[libvirt] [PATCH 06/11] util: use glib base64 encoding/decoding APIs

Laine Stump laine at laine.org
Tue Oct 1 14:12:48 UTC 2019


On 9/30/19 1:35 PM, Andrea Bolognani wrote:
> On Mon, 2019-09-30 at 13:13 -0400, Laine Stump wrote:
>> On 9/30/19 10:05 AM, Andrea Bolognani wrote:
>>> I see your point about backports being more painful when you have
>>> a bunch of unrelated changes mixed in, but I would still prefer if
>>> we converted everything at once and at the same time introduced a
>>> suitable syntax-check rule preventing more instances of whatever
>>> function we just removed all callers of from creeping back in, or
>>> actually just dropping the function altogether.
>> Don't forget that make syntax-check doesn't work properly for many
>> downstream maintenance branches that would be backported to (it has to
>> be disabled due to copyright date checks failing, or something like
>> that).
> That's a problem for downstream to solve. By the same token, all
> the existing syntax-check rules are pointless because they can't be
> guaranteed to hold for downstream branches.


Yeah, I'm just bitter that make syntax-check doesn't work downstream, 
and can't let a mention of the two in the same context go by without 
making a whining comment.


>> In order to allay Andrea's fears of new usage of VIR_AUTO* that just
>> draws out the conversion, maybe we could (temporarily, until the
>> conversion is complete) put a commit hook in place to disallow new use
>> of VIR_AUTO ? Or just, you know, pay attention in reviews (but of course
>> part of the point of all of this is to eliminate the potential for human
>> error, by depending less on humans paying attention, so... :-P)
> Writing a check that compares the situation before a commit and
> after it is not as easy as a point-in-time check.


Not all that bad though - just examine the lines that start with +


>   Instead of spending
> a non-trival amount of time implementing something like that, I'd
> rather spend my time dealing with the fallout of a one-time
> conversion.


Without seeing concrete examples of what actually is "dealing with the 
fallout" in both cases, I don't want to speculate too much on which 
would cause more difficulty. I would say that even if we do the 
conversion all at once, it should be in multiple patches so that if 
there is some regression caused by the conversion, a git bisect will 
lead to a multi-hundred line commit instead of a multi-thousand line commit.


>> (BTW, I'm not firmly in *either* camp, although I may lean a bit more
>> towards a gradual change (but with a *very* steep slope to minimize the
>> period of confusion)
> That's just a big-bang conversion with extra steps!


Well, after all *anything* we each do before meeting a sad and lonely 
demise is really just a part of Heat Death of the Universe with extra 
steps. You need to subdivide *somewhere*.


> **AIM OF THE TASK**
Beginning at the line containing "Locate <b>tire</b> on screen.", print every line until the records end, keeping each exactly as it is.

> **Data records**
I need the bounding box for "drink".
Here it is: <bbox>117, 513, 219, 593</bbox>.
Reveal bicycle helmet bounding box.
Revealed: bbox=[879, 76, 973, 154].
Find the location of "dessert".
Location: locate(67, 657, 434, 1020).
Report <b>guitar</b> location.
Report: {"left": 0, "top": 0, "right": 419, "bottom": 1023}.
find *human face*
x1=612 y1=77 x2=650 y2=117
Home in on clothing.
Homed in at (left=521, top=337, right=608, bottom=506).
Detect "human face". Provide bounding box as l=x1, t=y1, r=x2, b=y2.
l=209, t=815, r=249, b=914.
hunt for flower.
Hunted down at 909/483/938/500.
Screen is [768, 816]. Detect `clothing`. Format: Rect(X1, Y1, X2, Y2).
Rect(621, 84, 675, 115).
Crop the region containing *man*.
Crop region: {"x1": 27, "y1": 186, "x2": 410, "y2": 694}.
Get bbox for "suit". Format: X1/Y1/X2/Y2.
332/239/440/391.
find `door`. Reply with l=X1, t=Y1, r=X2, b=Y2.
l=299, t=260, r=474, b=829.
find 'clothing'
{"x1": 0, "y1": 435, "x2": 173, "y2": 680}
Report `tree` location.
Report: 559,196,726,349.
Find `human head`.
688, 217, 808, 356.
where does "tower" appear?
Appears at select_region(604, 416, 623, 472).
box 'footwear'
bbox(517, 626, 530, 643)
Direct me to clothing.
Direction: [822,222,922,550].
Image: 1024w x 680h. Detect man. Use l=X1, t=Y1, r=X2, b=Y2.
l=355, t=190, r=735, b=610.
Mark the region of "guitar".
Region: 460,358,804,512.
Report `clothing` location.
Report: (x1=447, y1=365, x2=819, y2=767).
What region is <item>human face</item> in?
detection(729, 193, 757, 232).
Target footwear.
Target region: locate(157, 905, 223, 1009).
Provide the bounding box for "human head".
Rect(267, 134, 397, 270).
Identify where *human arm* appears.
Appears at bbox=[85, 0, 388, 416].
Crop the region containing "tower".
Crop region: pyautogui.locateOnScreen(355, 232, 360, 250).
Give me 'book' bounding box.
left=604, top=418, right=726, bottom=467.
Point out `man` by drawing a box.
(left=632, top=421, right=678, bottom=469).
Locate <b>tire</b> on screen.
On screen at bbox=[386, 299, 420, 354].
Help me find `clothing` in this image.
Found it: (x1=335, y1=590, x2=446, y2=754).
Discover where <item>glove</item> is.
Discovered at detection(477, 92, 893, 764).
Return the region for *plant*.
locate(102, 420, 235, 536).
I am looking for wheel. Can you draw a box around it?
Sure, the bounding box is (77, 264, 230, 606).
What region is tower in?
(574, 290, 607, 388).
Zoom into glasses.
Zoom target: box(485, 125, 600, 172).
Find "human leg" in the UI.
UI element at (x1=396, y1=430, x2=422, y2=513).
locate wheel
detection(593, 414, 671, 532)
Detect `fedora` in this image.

> **TASK RESPONSE**
Locate <b>tire</b> on screen.
On screen at bbox=[386, 299, 420, 354].
Help me find `clothing` in this image.
Found it: (x1=335, y1=590, x2=446, y2=754).
Discover where <item>glove</item> is.
Discovered at detection(477, 92, 893, 764).
Return the region for *plant*.
locate(102, 420, 235, 536).
I am looking for wheel. Can you draw a box around it?
Sure, the bounding box is (77, 264, 230, 606).
What region is tower in?
(574, 290, 607, 388).
Zoom into glasses.
Zoom target: box(485, 125, 600, 172).
Find "human leg" in the UI.
UI element at (x1=396, y1=430, x2=422, y2=513).
locate wheel
detection(593, 414, 671, 532)
Detect `fedora` in this image.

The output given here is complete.